For crisis-resilient retail, fortify your partnerships

By Todd Crawford, co-founder, Impact. Originally published in Digital Commerce 360. “The Future in Retail Technology during the Coronavirus Disruption” edition. The COVID-19 pandemic has taken us into uncharted territory when it comes to economic uncertainty. But if we look at the current retail environment and back at prior downturns, a pattern emerges that has […]

Todd Crawford, VP of Strategic Initiatives
Todd Crawford
VP of Strategic Initiatives

By Todd Crawford, co-founder, Impact.

Originally published in Digital Commerce 360. “The Future in Retail Technology during the Coronavirus Disruption” edition.

The COVID-19 pandemic has taken us into uncharted territory when it comes to economic uncertainty. But if we look at the current retail environment and back at prior downturns, a pattern emerges that has implications for the future of retail and retail technology investments. 

In a nutshell: When the economy is in crisis, we see an increased reliance on performance-based partnerships.

History repeats itself

When the dot-com bubble burst in 2001, a marketing and business mind shift led retailers to a then undervalued channel called affiliate marketing. With their ability to drive revenue on a performance basis, those partnerships gave retailers safe ROI when they were in no mood for risk. 

Jump ahead to the recession of 2008, and it was consumers who experienced the mind shift. With homes lost and savings decimated, coupons, deals, and cashback became essential, and so did the referral partnerships that promoted them for retailers.

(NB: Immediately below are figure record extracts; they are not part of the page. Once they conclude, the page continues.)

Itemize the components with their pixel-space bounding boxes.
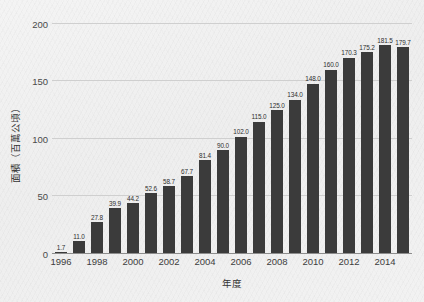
bar-value-label: 27.8 [91,214,103,221]
bar-rect[interactable] [361,52,374,254]
y-tick-label: 0 [2,249,48,260]
y-axis-title: 面積（百萬公頃） [8,73,22,213]
bar-value-label: 179.7 [395,39,411,46]
bar-rect[interactable] [199,160,212,254]
bar-rect[interactable] [397,47,410,254]
x-tick-label: 2006 [230,256,251,267]
x-tick-label: 2008 [266,256,287,267]
bar-rect[interactable] [127,203,140,254]
bar-item[interactable]: 44.2 [127,18,140,254]
bar-series-layer: 1.711.027.839.944.252.658.767.781.490.01… [52,18,412,254]
x-axis-tick-layer: 1996199820002002200420062008201020122014 [52,256,412,272]
y-tick-label: 200 [2,18,48,29]
bar-rect[interactable] [271,110,284,254]
bar-value-label: 11.0 [73,233,85,240]
bar-item[interactable]: 90.0 [217,18,230,254]
bar-rect[interactable] [91,222,104,254]
bar-item[interactable]: 1.7 [55,18,68,254]
x-tick-label: 2004 [194,256,215,267]
bar-item[interactable]: 11.0 [73,18,86,254]
bar-value-label: 58.7 [163,178,175,185]
bar-value-label: 90.0 [217,142,229,149]
bar-item[interactable]: 52.6 [145,18,158,254]
x-tick-label: 2012 [338,256,359,267]
bar-value-label: 175.2 [359,44,375,51]
bar-value-label: 160.0 [323,61,339,68]
bar-item[interactable]: 27.8 [91,18,104,254]
bar-item[interactable]: 67.7 [181,18,194,254]
bar-item[interactable]: 179.7 [397,18,410,254]
bar-rect[interactable] [307,84,320,254]
bar-item[interactable]: 81.4 [199,18,212,254]
bar-value-label: 170.3 [341,49,357,56]
bar-value-label: 102.0 [233,128,249,135]
x-axis-title: 年度 [52,276,412,290]
x-tick-label: 2010 [302,256,323,267]
bar-rect[interactable] [253,122,266,254]
bar-value-label: 134.0 [287,91,303,98]
bar-value-label: 148.0 [305,75,321,82]
bar-item[interactable]: 134.0 [289,18,302,254]
bar-value-label: 115.0 [251,113,266,120]
bar-rect[interactable] [325,70,338,254]
bar-value-label: 52.6 [145,185,157,192]
bar-item[interactable]: 125.0 [271,18,284,254]
plot-area: 1.711.027.839.944.252.658.767.781.490.01… [52,18,412,254]
bar-item[interactable]: 175.2 [361,18,374,254]
bar-rect[interactable] [379,45,392,254]
bar-item[interactable]: 181.5 [379,18,392,254]
x-tick-label: 2002 [158,256,179,267]
bar-value-label: 181.5 [377,37,393,44]
bar-item[interactable]: 102.0 [235,18,248,254]
bar-item[interactable]: 58.7 [163,18,176,254]
x-tick-label: 1996 [50,256,71,267]
x-tick-label: 2014 [374,256,395,267]
bar-rect[interactable] [289,100,302,254]
bar-item[interactable]: 170.3 [343,18,356,254]
bar-item[interactable]: 148.0 [307,18,320,254]
x-tick-label: 2000 [122,256,143,267]
bar-rect[interactable] [145,193,158,254]
bar-rect[interactable] [109,208,122,254]
x-tick-label: 1998 [86,256,107,267]
bar-rect[interactable] [163,186,176,254]
bar-value-label: 67.7 [181,168,193,175]
x-axis-line [52,253,412,254]
bar-value-label: 39.9 [109,200,121,207]
bar-item[interactable]: 160.0 [325,18,338,254]
bar-rect[interactable] [343,58,356,254]
bar-value-label: 44.2 [127,195,139,202]
bar-value-label: 1.7 [57,244,66,251]
chart-container: 050100150200 1.711.027.839.944.252.658.7… [0,0,424,302]
bar-rect[interactable] [181,176,194,254]
bar-item[interactable]: 115.0 [253,18,266,254]
bar-item[interactable]: 39.9 [109,18,122,254]
bar-value-label: 81.4 [199,152,211,159]
bar-rect[interactable] [217,150,230,254]
bar-rect[interactable] [235,137,248,254]
bar-value-label: 125.0 [269,102,285,109]
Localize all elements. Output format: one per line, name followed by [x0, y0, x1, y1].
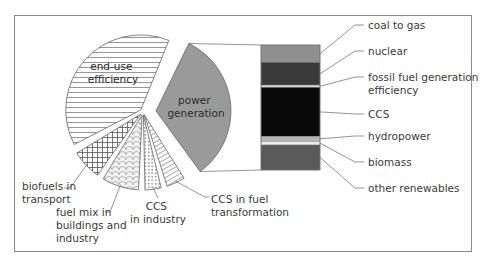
label-line: transformation [211, 206, 289, 218]
bar-segment-other-renewables [261, 145, 320, 170]
connector-top [189, 44, 261, 46]
label-ccs-in-industry: CCS in industry [130, 200, 186, 225]
label-line: generation [167, 107, 224, 119]
label-line: biomass [368, 156, 412, 168]
label-line: power [178, 94, 211, 106]
chart-svg: end-use efficiency power generation biof… [0, 0, 482, 265]
label-end-use-efficiency: end-use efficiency [88, 60, 138, 85]
label-line: end-use [90, 60, 132, 72]
bar-segment-nuclear [261, 63, 320, 86]
label-line: efficiency [88, 73, 138, 85]
bar-segment-ccs [261, 88, 320, 137]
leader-ccs [320, 112, 364, 114]
label-line: CCS in fuel [211, 193, 268, 205]
label-coal-to-gas: coal to gas [368, 19, 425, 31]
label-fossil-fuel-generation-efficiency: fossil fuel generation efficiency [368, 71, 482, 96]
label-biofuels-in-transport: biofuels in transport [22, 180, 79, 205]
label-line: transport [22, 193, 71, 205]
label-line: efficiency [368, 84, 418, 96]
label-line: other renewables [368, 182, 460, 194]
leader-hydropower [320, 136, 364, 139]
leader-ccs-in-fuel-transformation [175, 181, 209, 197]
label-line: buildings and [56, 219, 127, 231]
bar-segment-biomass [261, 141, 320, 145]
label-biomass: biomass [368, 156, 412, 168]
label-ccs-in-fuel-transformation: CCS in fuel transformation [211, 193, 289, 218]
leader-coal-to-gas [320, 25, 364, 54]
leader-fossil-fuel-generation-efficiency [320, 77, 364, 86]
leader-nuclear [320, 51, 364, 74]
label-line: hydropower [368, 130, 431, 142]
label-line: fuel mix in [56, 206, 111, 218]
label-line: nuclear [368, 45, 408, 57]
label-other-renewables: other renewables [368, 182, 460, 194]
label-nuclear: nuclear [368, 45, 408, 57]
label-fuel-mix: fuel mix in buildings and industry [56, 206, 130, 244]
connector-bottom [200, 170, 261, 172]
label-ccs: CCS [368, 108, 390, 120]
breakdown-bar [261, 45, 320, 170]
label-line: fossil fuel generation [368, 71, 478, 83]
bar-segment-hydropower [261, 136, 320, 141]
label-hydropower: hydropower [368, 130, 431, 142]
leader-biomass [320, 143, 364, 162]
label-line: industry [56, 232, 99, 244]
label-line: CCS [146, 200, 168, 212]
label-line: CCS [368, 108, 390, 120]
bar-segment-fossil-fuel-generation-efficiency [261, 85, 320, 88]
bar-segment-coal-to-gas [261, 45, 320, 63]
label-line: coal to gas [368, 19, 425, 31]
label-line: in industry [130, 213, 186, 225]
label-line: biofuels in [22, 180, 76, 192]
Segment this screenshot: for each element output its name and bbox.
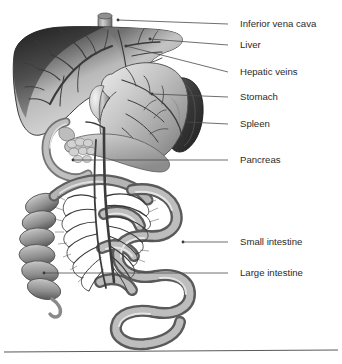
leader-dot-pancreas: [72, 159, 75, 162]
leader-dot-inferior-vena-cava: [117, 19, 120, 22]
anatomy-illustration-svg: Inferior vena cava Liver Hepatic veins S…: [0, 0, 342, 364]
label-hepatic-veins: Hepatic veins: [240, 66, 298, 77]
label-spleen: Spleen: [240, 118, 270, 129]
leader-dot-spleen: [186, 121, 189, 124]
leader-dot-small-intestine: [182, 241, 185, 244]
label-pancreas: Pancreas: [240, 154, 281, 165]
label-inferior-vena-cava: Inferior vena cava: [240, 18, 317, 29]
label-stomach: Stomach: [240, 91, 278, 102]
label-liver: Liver: [240, 39, 262, 50]
label-small-intestine: Small intestine: [240, 236, 302, 247]
leader-dot-large-intestine: [43, 272, 46, 275]
anatomy-figure: Inferior vena cava Liver Hepatic veins S…: [0, 0, 342, 364]
leader-dot-hepatic-veins: [124, 44, 127, 47]
leader-dot-stomach: [151, 93, 154, 96]
leader-dot-liver: [149, 38, 152, 41]
label-large-intestine: Large intestine: [240, 267, 303, 278]
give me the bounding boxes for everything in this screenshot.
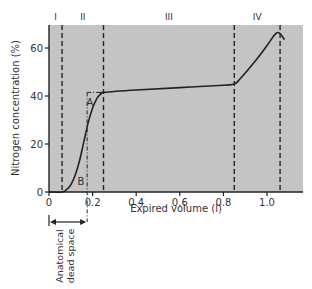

As the COVID-19 pandemic has unfolded, these forces have collided. Retailers are looking for immediate cash and ROI, while anxious, house-bound consumers need extra motivation to spend. Partnerships are meeting those needs, providing a safe, performance-based business model, and the ability to incentivize buying with deals and loyalty perks. 

What do we mean by partnerships?

Partnerships encompass a full array of partners that serve as an indirect sales force and marketing arm for retailers to expand footprint across new markets and audiences. Partnerships today include:

It’s hotter than paid search

At some organizations, partnerships are a bigger growth driver than paid search, which generates 18% of revenue for the average business (Wolfgang Digital’s 2019 KPI Report) vs. 28% from partnerships at companies with mature programs, according to Forrester Consulting. 

But how do partnerships perform during lean times? Here’s where things get interesting. 

The protective powers of partnerships

Partnerships offer four unique characteristics that make them a lifeboat during a crisis:

  1. CPA = lower costs and lower risk

With partnerships, retailers pay only for performance, ensuring measurable incremental revenue and clear ROAS when it matters most. 

  1. Partners motivate consumers to spend

With demand suppressed by homebound living, massive job losses, and unprecedented uncertainty, most consumers are spending as little as possible, and they want deals when they do. Content partners, review and how-to sites, and deal-based partners alike can promote retailers’ coded discounts, free shipping, flash sales, and double points to encourage buying and provide consumers with a reason to spend.

  1. Pivot toward high-demand products

Consumer focus changes during crises, which can leave retailers out in the cold. A partner can help harness the attention of their audiences in high-demand categories so retailers can increase market share and customer loyalty in new areas. 

  1. Inventory liquidity

Physical store closures have not only hurt revenue, but many stores are also stuck with stagnating inventory housed in stores not designed for fulfillment. Deep-discount partners and deal sites specialize in turning idle, aging inventory into cash, fast.

The partnership automation factor 

The value of mature partnership programs as growth drivers is well documented. But maturity requires technology investment. Partnership automation is required for retailers to scale partner discovery, recruitment, onboarding, engagement, and optimization to a level where they can fully exploit partnerships as a growth channel. 

Partnership automation is the path to retail’s future

For resiliency under duress, retailers need to invest in partnerships and comprehensive tools for partnership automation. Just as Salesforce brought automation to the sales channel, and Hubspot and Marketo brought automation to the marketing channel, technology is a vital component of partnership management. Partnership automation will be a core enabler of the resilient retail models of the future.